Hopefully long enough to survive the journey to his lands without him pressing his hand to my chest and finding nothing there. Long enough to reach the Veil, where human law couldn’t follow.
Four petals left.
I closed the box. Tucked it away. Stood.
The Raven King waited at the mouth of the alley, a dark shape against the fading light. Beside him stood something that had never been a horse.
It was shaped like one, with four legs, a long neck, and a proud head. But its body was made of smoke and shadow, black vapor held together by will alone.
Muscle rippled beneath a hide that shifted between solid and mist. Its eyes burned like dying embers, red and ageless and knowing.
“A Shadow-Steed,” the Raven King said. “It will not harm you.”
I wasn’t afraid of the steed.
I was afraid of the journey. Hours pressed against his body.
Hours of the petal’s false warmth warring with whatever cold he carried.
Ahead lay uncertainty. Behind I knew too well what waited for me.
I’d take uncertainty every time.
He mounted in a single motion that looked efficient. He moved like a man who had done this so many times the movements had become part of his body’s memory, as automatic as breathing.
He extended a hand.
I took it.
His grip was firm through the leather glove. Strong. He pulled me up in front of him as though I weighed nothing, settling me between his thighs with my back against his chest.
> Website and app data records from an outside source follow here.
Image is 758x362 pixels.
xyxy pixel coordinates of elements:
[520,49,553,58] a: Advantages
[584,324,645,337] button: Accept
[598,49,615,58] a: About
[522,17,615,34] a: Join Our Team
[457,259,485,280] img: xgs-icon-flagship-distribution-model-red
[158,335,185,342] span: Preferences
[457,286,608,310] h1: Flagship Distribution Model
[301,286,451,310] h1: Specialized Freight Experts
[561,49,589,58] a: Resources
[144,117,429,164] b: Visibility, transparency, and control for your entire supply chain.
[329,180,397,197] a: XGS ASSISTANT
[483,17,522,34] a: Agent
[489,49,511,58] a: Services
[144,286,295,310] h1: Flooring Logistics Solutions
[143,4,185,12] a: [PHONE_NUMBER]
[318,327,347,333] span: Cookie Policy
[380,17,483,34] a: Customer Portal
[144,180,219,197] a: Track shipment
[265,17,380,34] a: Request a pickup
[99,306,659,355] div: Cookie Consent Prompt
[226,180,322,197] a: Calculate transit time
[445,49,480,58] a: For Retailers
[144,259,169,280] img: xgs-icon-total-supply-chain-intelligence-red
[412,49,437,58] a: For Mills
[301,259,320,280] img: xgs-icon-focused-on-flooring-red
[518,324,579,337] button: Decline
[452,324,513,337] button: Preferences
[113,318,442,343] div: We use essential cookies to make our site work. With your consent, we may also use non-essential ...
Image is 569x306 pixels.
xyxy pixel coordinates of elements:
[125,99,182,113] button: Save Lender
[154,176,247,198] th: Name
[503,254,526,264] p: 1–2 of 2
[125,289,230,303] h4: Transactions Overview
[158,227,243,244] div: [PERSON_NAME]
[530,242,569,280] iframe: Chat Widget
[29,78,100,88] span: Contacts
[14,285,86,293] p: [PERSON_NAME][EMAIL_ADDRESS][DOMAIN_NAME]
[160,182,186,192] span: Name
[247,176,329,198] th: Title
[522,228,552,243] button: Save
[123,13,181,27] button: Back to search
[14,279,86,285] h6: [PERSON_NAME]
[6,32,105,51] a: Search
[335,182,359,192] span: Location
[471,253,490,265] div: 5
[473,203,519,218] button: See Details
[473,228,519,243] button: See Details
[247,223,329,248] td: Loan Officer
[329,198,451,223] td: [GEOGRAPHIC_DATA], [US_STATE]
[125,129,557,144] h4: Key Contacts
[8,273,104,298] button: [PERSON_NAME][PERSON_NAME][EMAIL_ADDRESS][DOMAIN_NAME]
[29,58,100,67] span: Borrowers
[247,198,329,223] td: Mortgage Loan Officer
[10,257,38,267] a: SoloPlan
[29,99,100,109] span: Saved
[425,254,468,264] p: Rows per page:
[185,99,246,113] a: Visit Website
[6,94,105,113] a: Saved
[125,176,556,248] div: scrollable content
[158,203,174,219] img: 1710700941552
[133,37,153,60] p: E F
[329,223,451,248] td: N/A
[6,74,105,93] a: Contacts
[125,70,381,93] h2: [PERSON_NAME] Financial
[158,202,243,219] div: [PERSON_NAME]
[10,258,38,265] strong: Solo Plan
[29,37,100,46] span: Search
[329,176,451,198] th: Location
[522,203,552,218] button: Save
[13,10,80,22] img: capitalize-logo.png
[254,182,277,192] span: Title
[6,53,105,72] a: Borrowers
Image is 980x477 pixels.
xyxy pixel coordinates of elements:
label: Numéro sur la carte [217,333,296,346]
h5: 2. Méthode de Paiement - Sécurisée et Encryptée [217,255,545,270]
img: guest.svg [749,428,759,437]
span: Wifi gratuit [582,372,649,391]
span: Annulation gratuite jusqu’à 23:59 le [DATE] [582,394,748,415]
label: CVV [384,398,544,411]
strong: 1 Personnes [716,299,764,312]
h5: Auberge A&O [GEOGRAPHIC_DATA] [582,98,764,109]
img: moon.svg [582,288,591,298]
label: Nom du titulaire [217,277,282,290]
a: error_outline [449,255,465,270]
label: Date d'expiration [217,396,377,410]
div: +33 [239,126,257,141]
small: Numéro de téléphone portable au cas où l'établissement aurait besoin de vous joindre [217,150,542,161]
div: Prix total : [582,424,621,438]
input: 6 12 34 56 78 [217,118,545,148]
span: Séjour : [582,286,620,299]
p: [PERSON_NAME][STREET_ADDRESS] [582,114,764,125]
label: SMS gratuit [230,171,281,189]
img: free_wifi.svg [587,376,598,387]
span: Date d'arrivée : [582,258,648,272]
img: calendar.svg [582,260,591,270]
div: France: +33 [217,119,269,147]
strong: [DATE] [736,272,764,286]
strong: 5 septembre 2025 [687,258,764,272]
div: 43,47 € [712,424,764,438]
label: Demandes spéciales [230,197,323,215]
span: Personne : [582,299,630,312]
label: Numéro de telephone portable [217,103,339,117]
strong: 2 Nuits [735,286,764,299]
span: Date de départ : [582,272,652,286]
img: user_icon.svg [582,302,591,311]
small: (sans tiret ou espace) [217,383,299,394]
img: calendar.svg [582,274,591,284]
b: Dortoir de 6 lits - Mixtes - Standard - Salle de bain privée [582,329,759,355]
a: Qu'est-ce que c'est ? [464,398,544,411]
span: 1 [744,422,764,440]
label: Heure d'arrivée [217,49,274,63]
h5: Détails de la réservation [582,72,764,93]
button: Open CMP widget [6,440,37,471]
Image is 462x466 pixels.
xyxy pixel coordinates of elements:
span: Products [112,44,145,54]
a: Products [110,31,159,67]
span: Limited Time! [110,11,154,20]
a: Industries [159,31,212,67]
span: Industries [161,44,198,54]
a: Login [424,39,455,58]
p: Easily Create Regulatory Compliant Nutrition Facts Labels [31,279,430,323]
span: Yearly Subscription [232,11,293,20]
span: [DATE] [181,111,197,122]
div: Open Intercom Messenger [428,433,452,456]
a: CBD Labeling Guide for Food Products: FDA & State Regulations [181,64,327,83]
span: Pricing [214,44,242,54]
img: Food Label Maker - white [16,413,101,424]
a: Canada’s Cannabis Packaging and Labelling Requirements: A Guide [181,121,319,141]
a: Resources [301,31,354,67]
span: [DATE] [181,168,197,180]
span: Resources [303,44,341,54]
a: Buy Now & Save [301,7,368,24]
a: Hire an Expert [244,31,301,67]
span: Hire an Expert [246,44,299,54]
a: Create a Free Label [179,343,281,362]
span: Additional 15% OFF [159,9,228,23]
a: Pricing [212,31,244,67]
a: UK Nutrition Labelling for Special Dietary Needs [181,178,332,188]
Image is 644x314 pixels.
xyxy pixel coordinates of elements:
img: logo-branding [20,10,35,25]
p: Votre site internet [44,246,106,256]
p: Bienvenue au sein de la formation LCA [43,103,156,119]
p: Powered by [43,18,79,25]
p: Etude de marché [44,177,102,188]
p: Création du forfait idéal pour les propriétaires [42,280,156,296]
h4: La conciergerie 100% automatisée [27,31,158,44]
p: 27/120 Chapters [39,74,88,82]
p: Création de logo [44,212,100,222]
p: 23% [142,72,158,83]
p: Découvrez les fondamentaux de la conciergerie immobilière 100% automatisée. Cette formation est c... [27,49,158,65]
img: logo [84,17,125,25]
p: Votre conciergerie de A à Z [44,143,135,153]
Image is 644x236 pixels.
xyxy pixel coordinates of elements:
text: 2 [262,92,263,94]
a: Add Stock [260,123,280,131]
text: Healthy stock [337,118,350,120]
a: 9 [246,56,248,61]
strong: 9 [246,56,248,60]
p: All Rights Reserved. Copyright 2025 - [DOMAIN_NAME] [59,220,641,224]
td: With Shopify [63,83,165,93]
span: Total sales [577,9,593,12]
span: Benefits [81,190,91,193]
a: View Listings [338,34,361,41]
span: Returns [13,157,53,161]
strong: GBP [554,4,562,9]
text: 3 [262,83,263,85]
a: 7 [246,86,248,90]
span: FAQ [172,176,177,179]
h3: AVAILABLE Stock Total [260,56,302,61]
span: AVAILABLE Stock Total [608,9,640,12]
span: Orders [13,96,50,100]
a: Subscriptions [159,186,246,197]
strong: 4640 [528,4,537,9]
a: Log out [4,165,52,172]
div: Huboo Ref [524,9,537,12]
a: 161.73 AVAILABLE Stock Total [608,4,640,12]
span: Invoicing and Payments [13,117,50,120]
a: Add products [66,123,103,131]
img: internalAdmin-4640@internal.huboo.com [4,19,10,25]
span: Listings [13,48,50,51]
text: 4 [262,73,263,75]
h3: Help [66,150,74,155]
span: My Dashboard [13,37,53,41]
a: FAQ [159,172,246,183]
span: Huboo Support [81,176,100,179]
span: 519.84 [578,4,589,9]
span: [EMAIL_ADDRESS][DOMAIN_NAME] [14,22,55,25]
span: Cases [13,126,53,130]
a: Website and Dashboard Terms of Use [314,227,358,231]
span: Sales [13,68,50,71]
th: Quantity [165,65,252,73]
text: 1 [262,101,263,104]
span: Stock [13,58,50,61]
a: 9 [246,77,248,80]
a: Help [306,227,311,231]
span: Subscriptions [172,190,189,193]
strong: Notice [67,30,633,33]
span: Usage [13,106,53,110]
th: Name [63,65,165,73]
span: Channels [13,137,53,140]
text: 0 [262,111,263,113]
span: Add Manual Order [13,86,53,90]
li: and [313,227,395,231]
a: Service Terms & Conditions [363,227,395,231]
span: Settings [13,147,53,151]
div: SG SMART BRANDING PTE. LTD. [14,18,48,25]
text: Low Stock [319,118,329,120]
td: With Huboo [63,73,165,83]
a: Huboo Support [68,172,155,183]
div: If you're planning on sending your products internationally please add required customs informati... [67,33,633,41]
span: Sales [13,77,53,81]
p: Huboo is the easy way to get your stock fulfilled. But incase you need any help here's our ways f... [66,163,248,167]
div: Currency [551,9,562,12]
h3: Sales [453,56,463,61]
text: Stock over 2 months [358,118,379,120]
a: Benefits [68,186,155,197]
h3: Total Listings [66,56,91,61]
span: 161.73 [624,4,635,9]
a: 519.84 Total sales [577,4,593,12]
His arm wrapped around my waist and I recoiled. Not as cold as I’d expected. Warmth lingered beneath that frost-touched exterior, and against my dead flesh, even tepid felt like a furnace.
Every dead nerve ending sparked and misfired, sending confused signals to a brain that no longer knew how to interpret any temperature that wasn’t the grave’s emptiness.
It was too warm. It was wrong.
And beneath the discomfort, something else stirred, a pull toward his warmth, a hunger that wanted to reach out and take. I held it back, terrified of what I might do if I let go.
He leaned down, his breath stirring the hair at my temple, and even that was warm, warm and damp and alive in a way I would never be again.
“Do not tremble,” he murmured. “I do not bite.” A pause, weighted. “Unless asked.”
I closed my eyes, and the Shadow-Steed surged forward, and the Bride Market disappeared behind us.